> _EXERCISE INPUT_:
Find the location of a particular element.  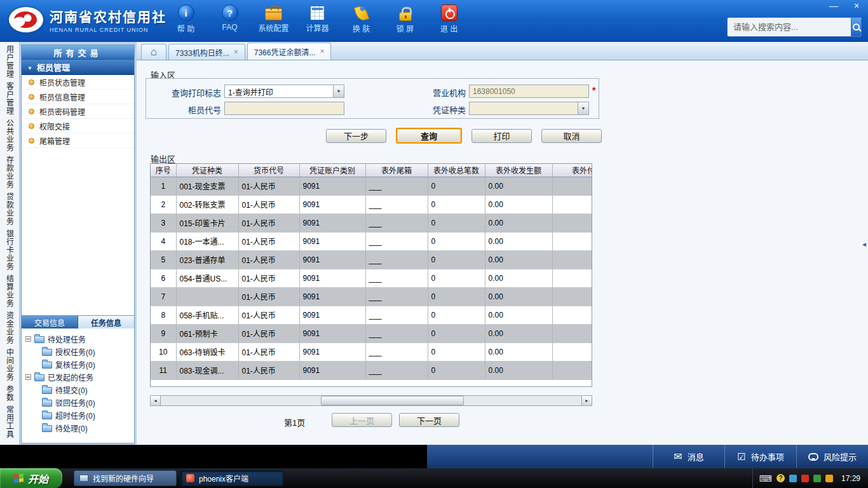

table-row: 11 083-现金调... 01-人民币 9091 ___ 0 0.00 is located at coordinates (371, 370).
==
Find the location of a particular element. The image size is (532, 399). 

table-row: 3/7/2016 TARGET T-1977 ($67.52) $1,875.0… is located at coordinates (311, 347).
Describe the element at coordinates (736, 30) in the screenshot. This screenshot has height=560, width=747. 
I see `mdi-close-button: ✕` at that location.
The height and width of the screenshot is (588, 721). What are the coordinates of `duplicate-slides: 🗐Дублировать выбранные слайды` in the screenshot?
==
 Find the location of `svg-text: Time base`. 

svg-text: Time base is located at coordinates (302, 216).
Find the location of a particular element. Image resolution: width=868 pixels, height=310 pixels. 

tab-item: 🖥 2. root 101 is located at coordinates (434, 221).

> _YOUR OBJECTIVE_:
Please write out, exactly as they appear above, only the lines in the stretch from the line with "Describe the element" through the line with "The height and".

> _RESPONSE AREA_:
Describe the element at coordinates (736, 30) in the screenshot. This screenshot has height=560, width=747. 
I see `mdi-close-button: ✕` at that location.
The height and width of the screenshot is (588, 721). What are the coordinates of `duplicate-slides: 🗐Дублировать выбранные слайды` in the screenshot?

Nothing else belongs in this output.